What about if you just fill the egraph with a slice of the total input exprs? Is there any cutoff number of input expressions where this happens? Can we find any other cutoff number (num of eclasses, num of enodes etc...) that might suggest the source of this issue?
Yeah, I can try to further reduce the egraph size. Maybe it's easier to see what's going on if we can make this happen in a smaller graph.
I'm pasting the entire example below so that you can also locally test it on your side.
using BenchmarkTools
using Metatheory
using Metatheory.Library
"""
Enumerate arithmatic expressions up until a given size
"""
function all_expressions(size)
size_map = Dict{Int, Vector{Any}}()
size_map[0] = []
size_map[1] = [:a, :b, :c, 1, 0]
ast_size(::Symbol) = 1
ast_size(e::Expr) = sum(ast_size, e.args)
function rec(size)
get!(size_map, size) do
exs = []
for left in 1:size-2
right = size-1-left
for (a, b) in Iterators.product(rec(left), rec(right))
append!(exs, Expr(:call, op, a, b) for op in [:+, :-, :*, :/])
end
end
exs
end
end
rec.(1:size)
(s -> size_map[s]).(1:size) |> Iterators.flatten |> collect
end
function rewrite_example(size, rules; threaded=true, timeout=2)
g = EGraph()
# use SimpleScheduler to ensure that all rules are applied
params = SaturationParams(;
scheduler = Metatheory.Schedulers.SimpleScheduler,
timeout, eclasslimit=0, enodelimit=0, matchlimit=0,
threaded,
)
exps = all_expressions(size)
# map each expression to its original eclass id.
exp_map = Dict(map(exps) do e
eclass, enode = addexpr!(g, e)
e => eclass.id
end)
saturate!(g, rules, params)
@show g.numclasses
# println("Classes: ")
# display(g.classes)
# use this to record the simplest expression in each eclass
club = Dict{EClassId, Any}()
pruned = []
for e in exps
e_class = Metatheory.find(g, exp_map[e])
if !haskey(club, e_class)
club[e_class] = e
else
push!(pruned, (pruned=e, by=club[e_class]))
end
end
(; club, pruned)
end
##
display(all_expressions(5))
simple_rules = commutative_monoid(:(*), 1) ∪ commutative_monoid(:(+), 0)

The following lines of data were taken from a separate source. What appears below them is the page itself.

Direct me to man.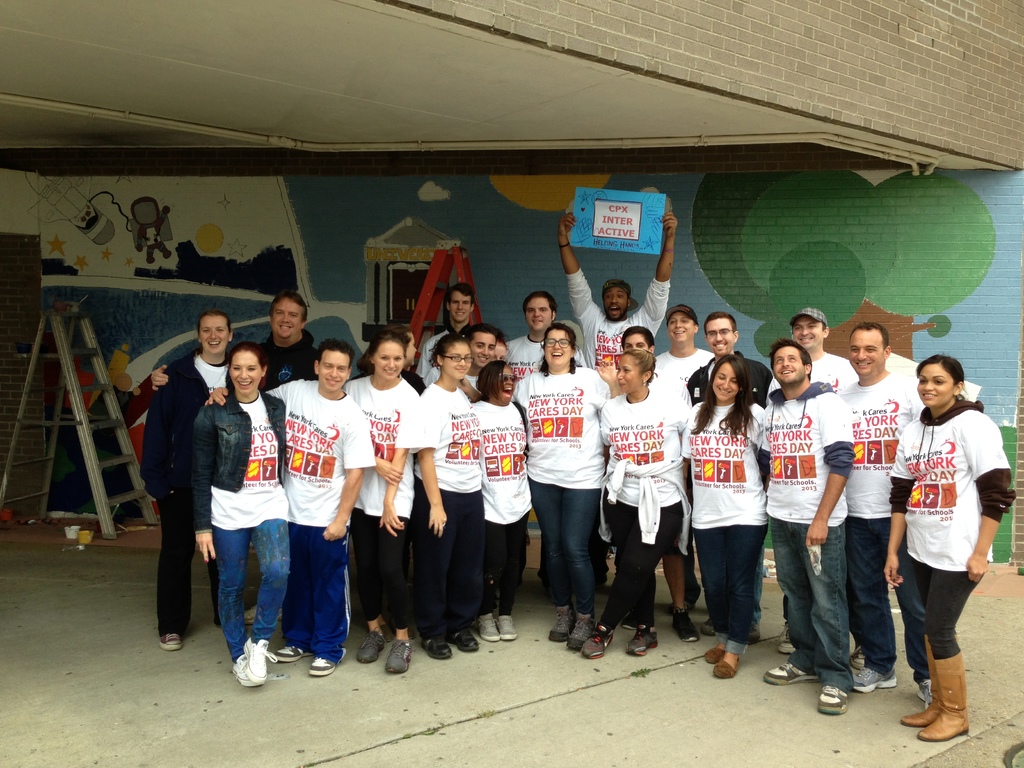
Direction: bbox=(149, 288, 334, 625).
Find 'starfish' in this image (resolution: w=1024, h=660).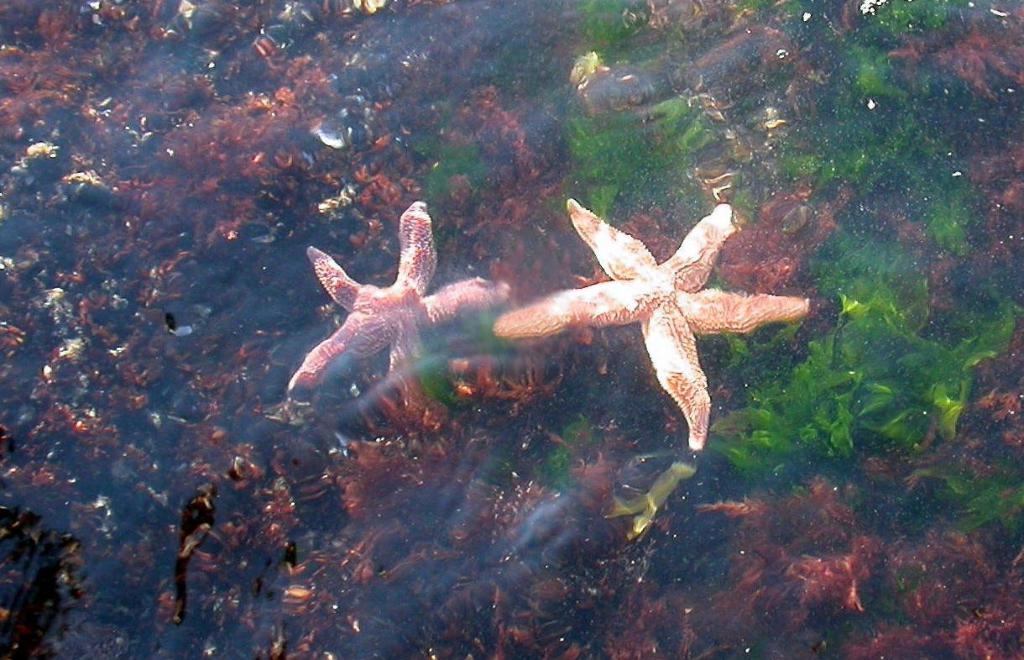
box(493, 201, 818, 449).
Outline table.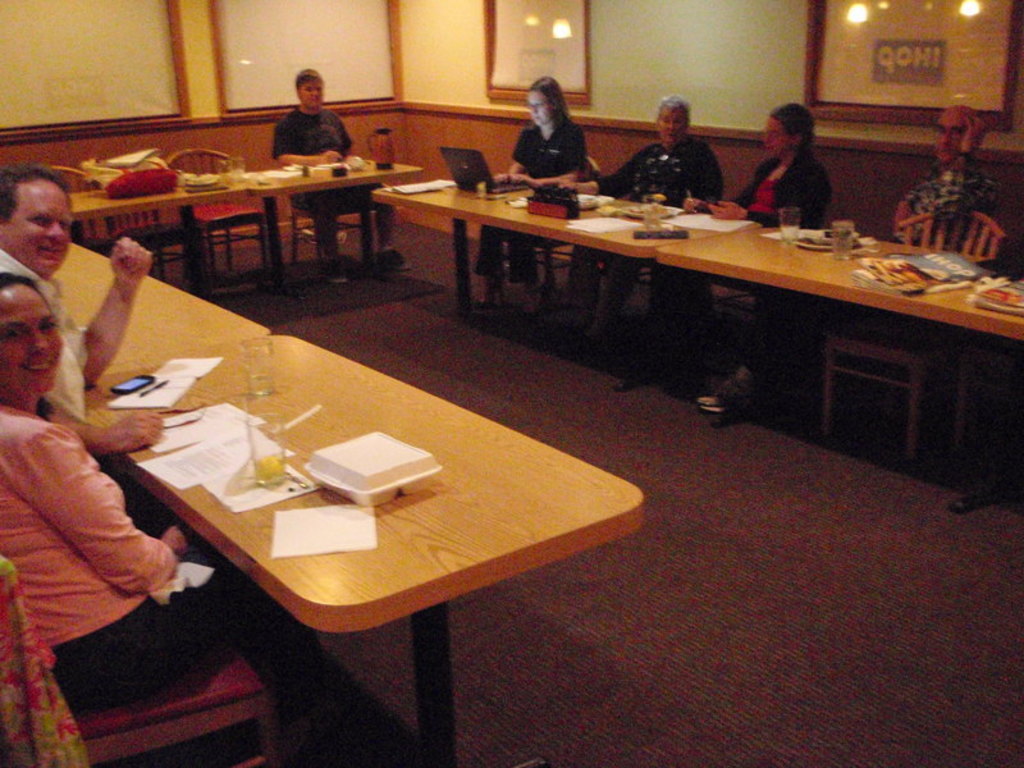
Outline: <region>68, 174, 239, 293</region>.
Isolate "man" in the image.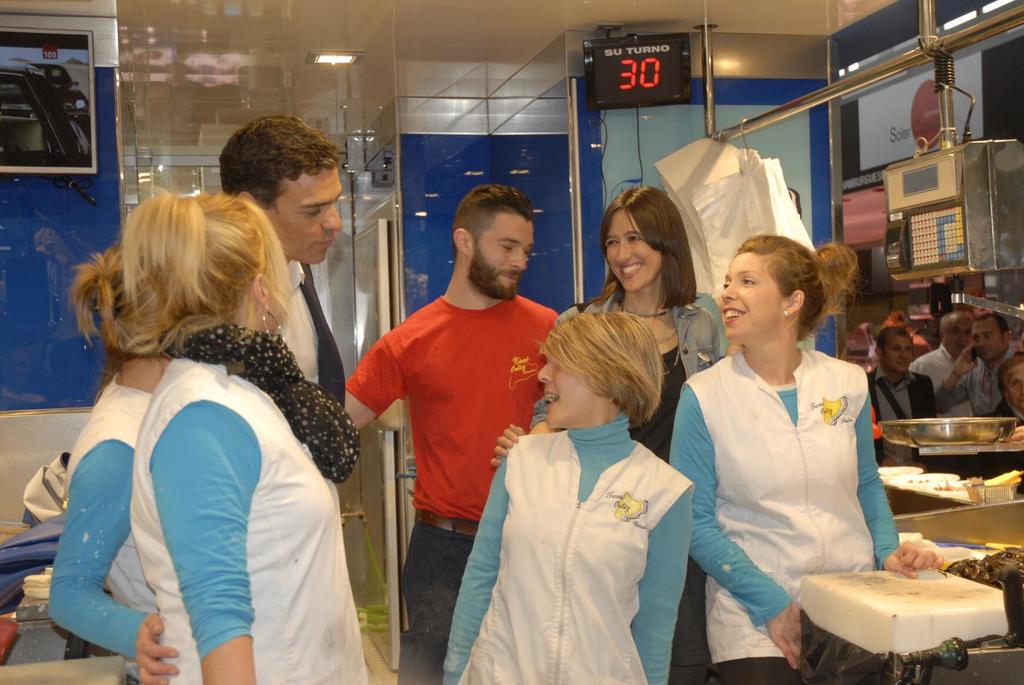
Isolated region: pyautogui.locateOnScreen(218, 113, 346, 415).
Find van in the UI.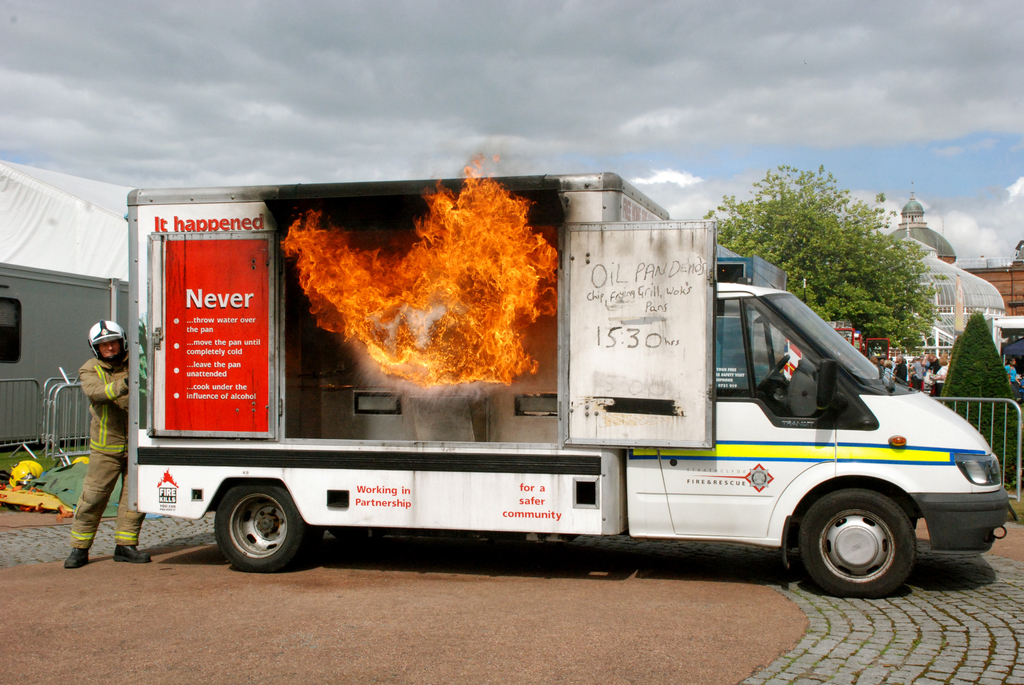
UI element at box=[118, 168, 1012, 599].
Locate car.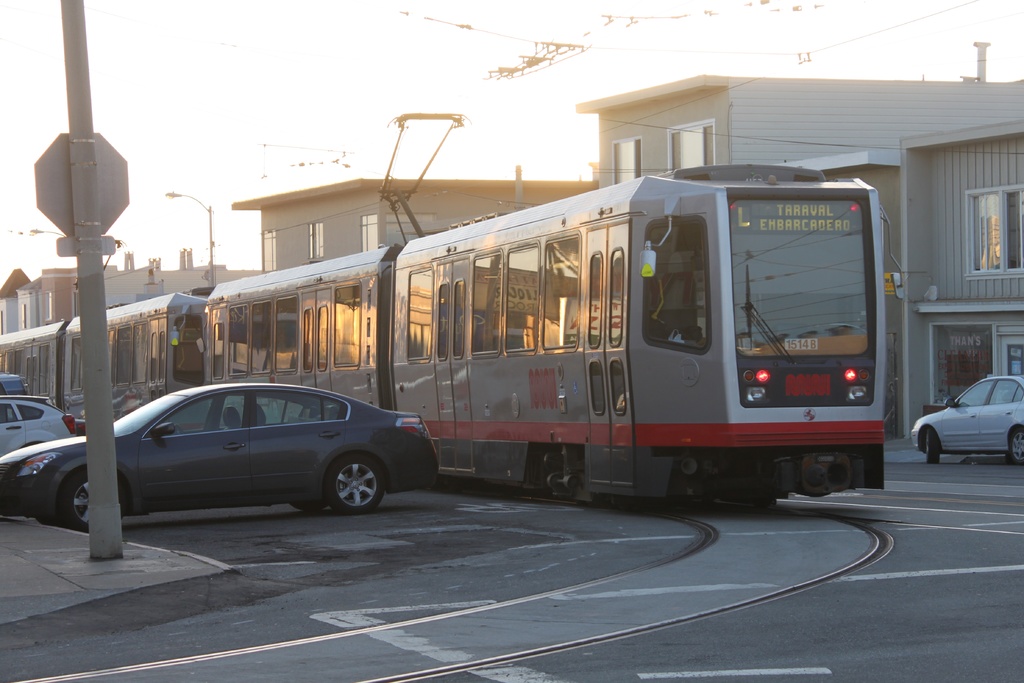
Bounding box: 0 383 438 534.
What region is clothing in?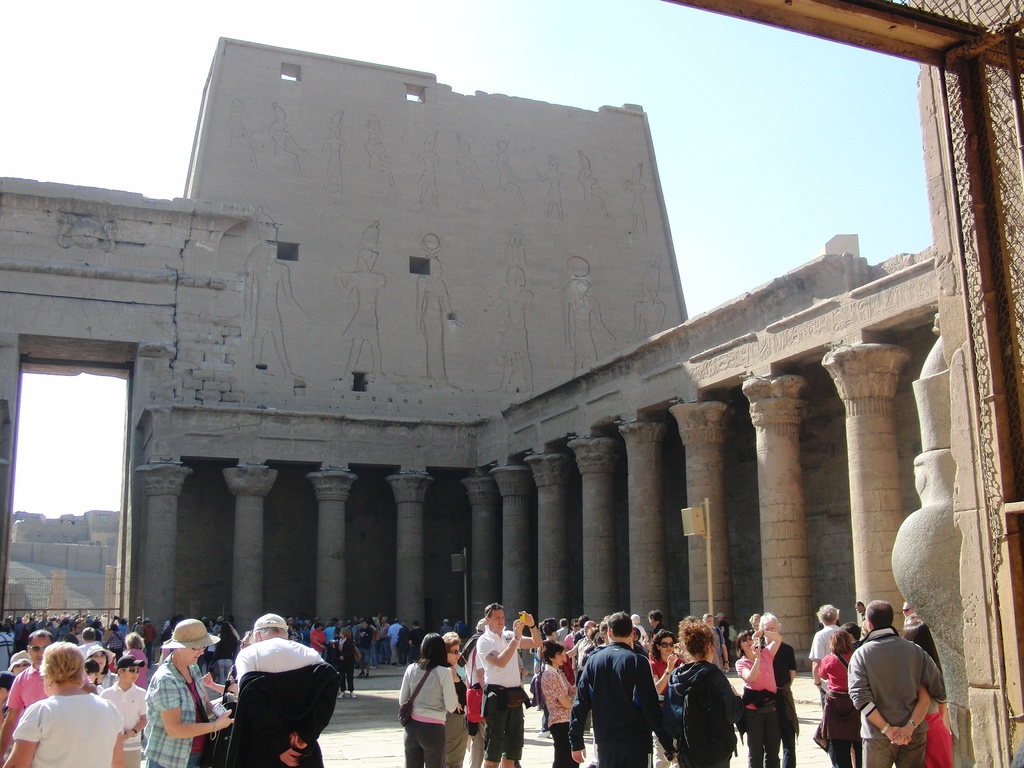
bbox=[225, 633, 340, 767].
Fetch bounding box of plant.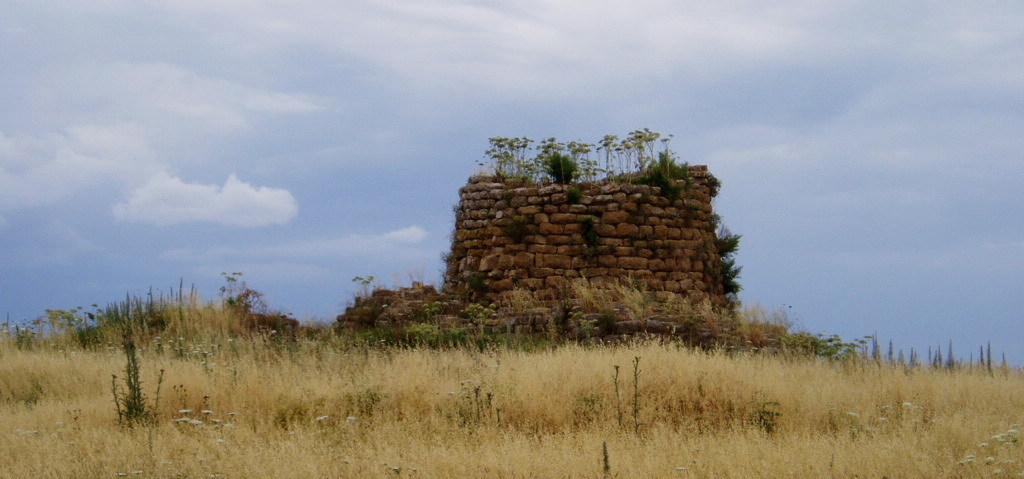
Bbox: 506/216/525/241.
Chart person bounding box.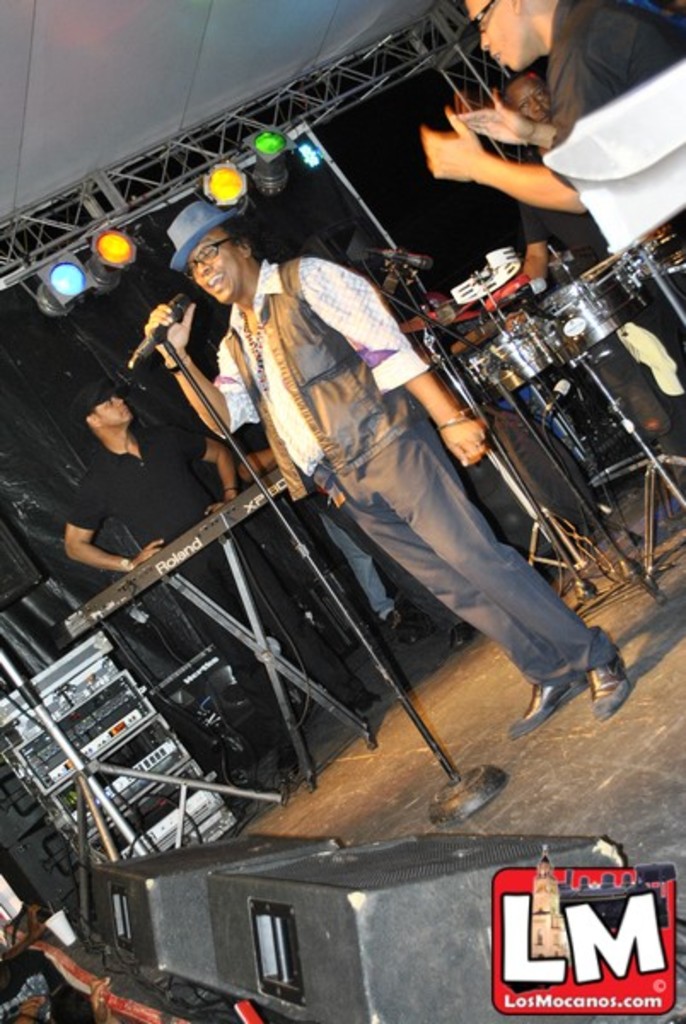
Charted: box(53, 374, 415, 739).
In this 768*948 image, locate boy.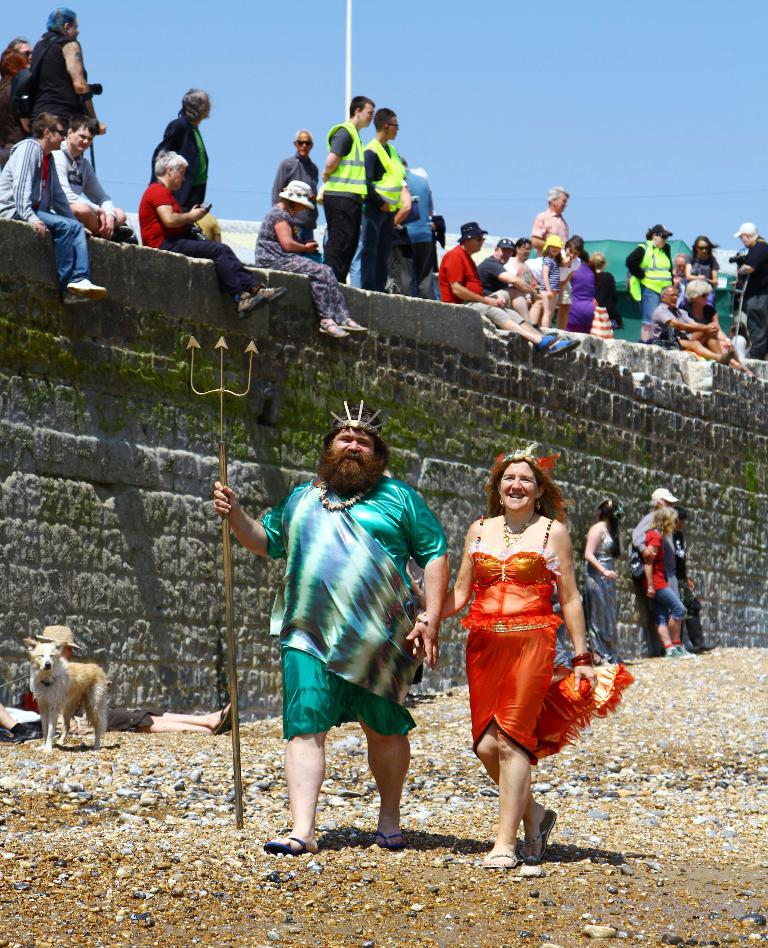
Bounding box: bbox=(55, 114, 136, 240).
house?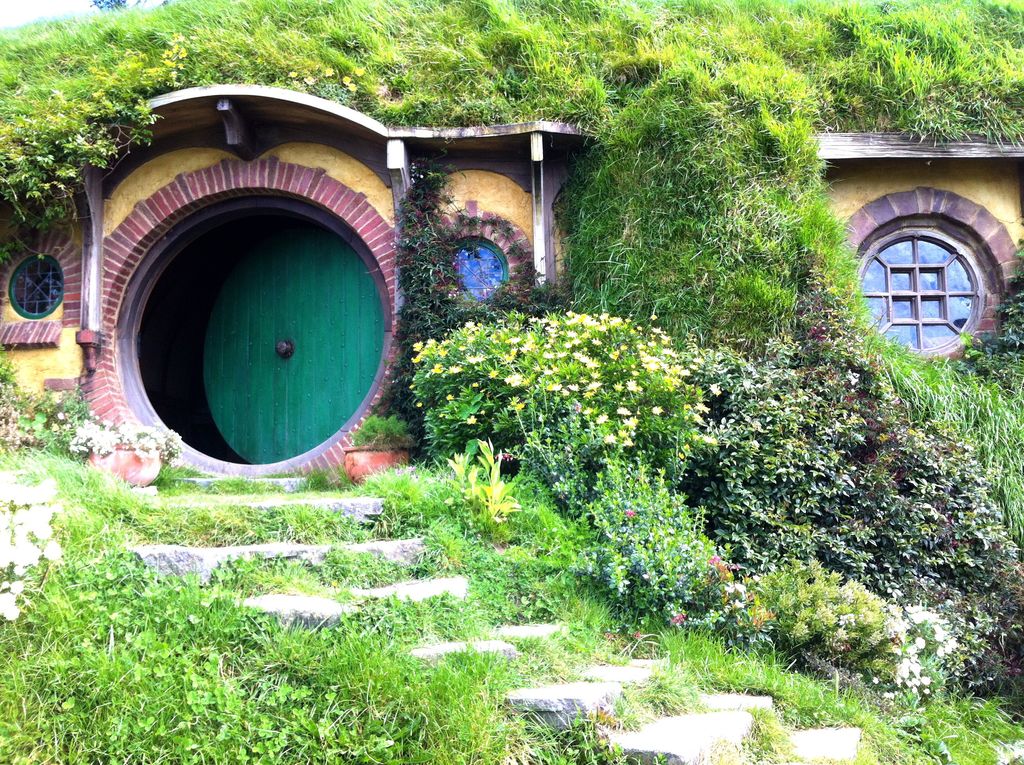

rewrite_example(5, simple_rules)
# now this is problamtic
more_rules = @theory begin
a - a => 0
(a * b) + (a * c) => a * (b + c)
(a / a) => 1
# a / b => a * reciprocal(b)
end
club, pruned = rewrite_example(5, simple_rules ∪ more_rules, threaded=false)
display(values(club))
display(pruned)
##
Another simpler idea to see what is going on might be printing the egraph classes with display before and after each equality saturation step that might affect the merges to understand if it is happening in application (because of wrong matches?) or in rebuilding because of a more fundamental bug (hope not)
Thanks. Will try tomorrow!!
Thanks. Will try tomorrow!!
Thanks for the help! I actually also need to head out now, but I may be able to work on this later tonight. BTW, do you think using an egraph analysis can help in this case? Maybe I can start by adding an inequality assertion?
yep good idea equalities stop the saturation eagerly when detected
I have managed to reproduce the problem using a smaller egraph. We can actually get rid of the variables :a, :b, :c
and only use 1
and 0
to cause the same behavior. This reduces the number of expressions from 4100 to 274.
I also added a temporary check on the egraph by adding a graph_check::Function
field to EGraph
and call it in eqsat_step!
and eqsat_apply!
(immediately after each rule application), like shown below
in eqsat_step!
g.graph_check("Before apply (iter=$curr_iter)") # added this
@timeit report.to "Apply" eqsat_apply!(g, matches, report, params)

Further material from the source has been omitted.